By intervention on the part of the United States of America as permitted on its voluntary application and motion after the removal of the cause from the State court to the United States District Court, it became a party to the action and may not raise questions of irregularity of procedure. Montgomery v. Sioux City Seed Co., supra; McKay v. Rogers, supra; Bowdoin College v. Merritt, C.C., 59 F. 6; Rice v. Durham Water Co., C.C., 91 F. 433; Atlantic Refining Co. v. Port Lobos Petroleum Corp., D.C.Del., 280 F. 934; Mars v. McDougal, 10 Cir., 40 F.2d 247; Clevenger v. Lewis, 20 Okla. 837, 95 P. 230, 16 L.R.A., N.S., 410, 16 Ann.Cas. 56; Hunt v. O’Leary, 84 Minn. 200, 87 N.W. 611; Jack v. Des Moines, etc., R. Co., 49 Iowa 627; Eastmore v. Bunkley, 13 Ga. 637, 39 S.E. 105; Stone v. Ingham Circuit Judge, 105 Mich. 234, 63 N.W. 79; In re Ghio’s Estate, 157 Cal. 552, 108 P. 516, 517, 37 L.R.A., N.S., 549, 137 Am.St.Rep. 145.

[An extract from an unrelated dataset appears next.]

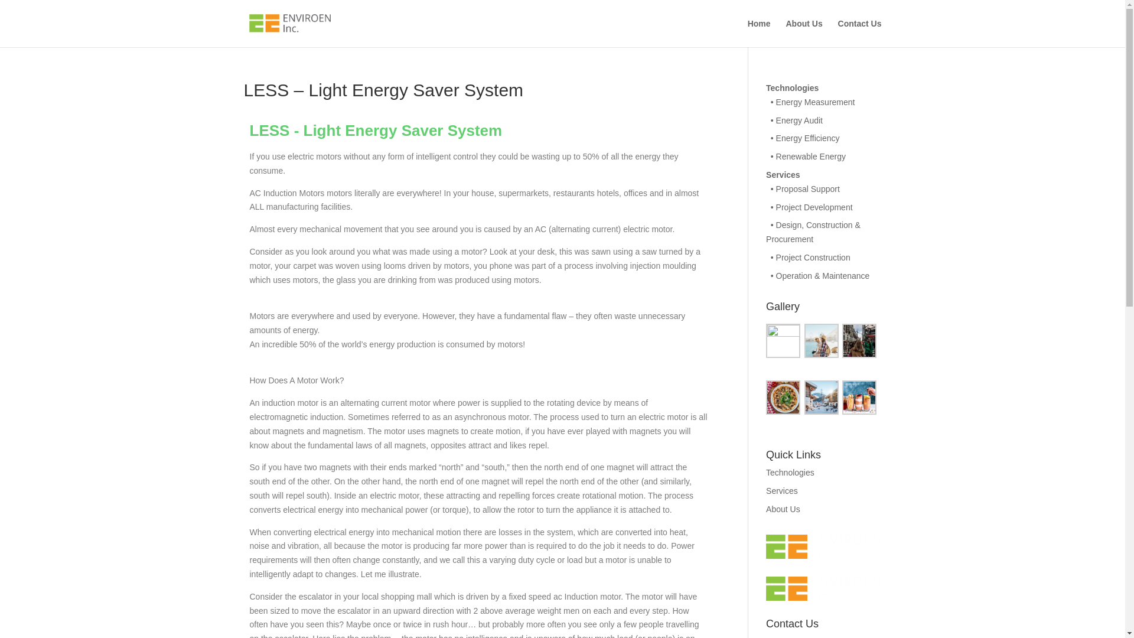  Describe the element at coordinates (782, 490) in the screenshot. I see `Services` at that location.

The judgment of the lower court is affirmed.
“That by reason of the fact that restricted Indians and land allotted to restricted Indians are involved in this cause the United States of America should be permitted to intervene herein.

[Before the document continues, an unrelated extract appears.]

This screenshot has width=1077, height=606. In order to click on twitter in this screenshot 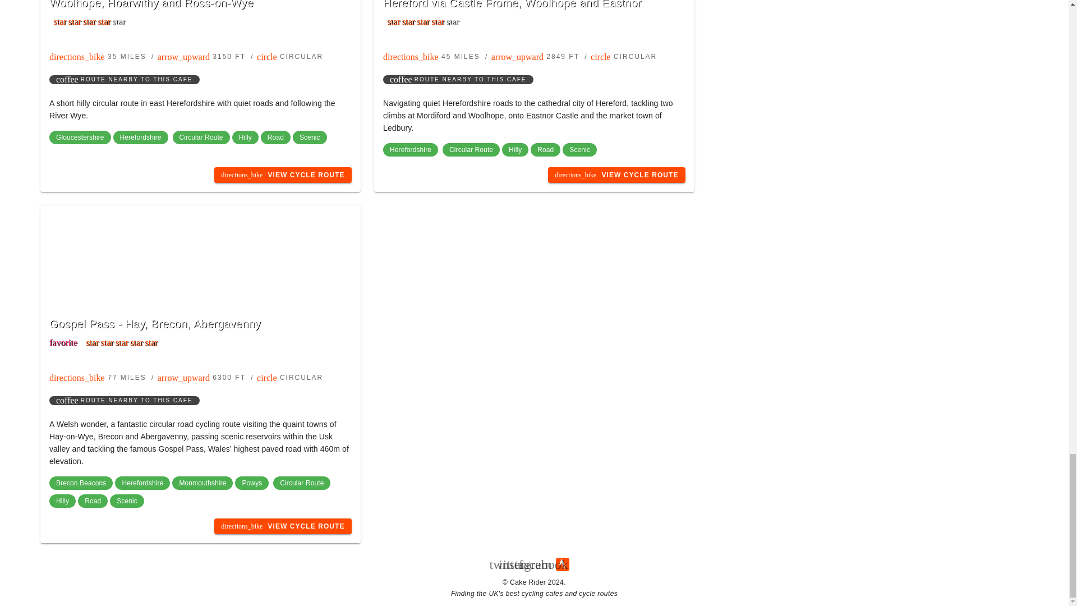, I will do `click(507, 564)`.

“Wherefore, the United States of America moves the court for an order permitting it to intervene in this cause of action.”
“It is Therefore the Order of the court that the United States of America be, and hereby is permitted to intervene in this cause of action.”
“That the notice in this cause of action was not served in accordance with the provisions of said statute, and therefore service of such notice should be quashed.”
“It is Therefore the Order of the court that said motion to quash service of notice on the Superintendent of the Five Civilized Tribes be, and the same is hereby overruled, to which ruling of the court the United States of America excepts and exceptions are allowed.
“It Is the Further Order of the court that the United States of America have, and is hereby granted fifteen (15) days from April 4, 1941 within which to plead in this cause of action.”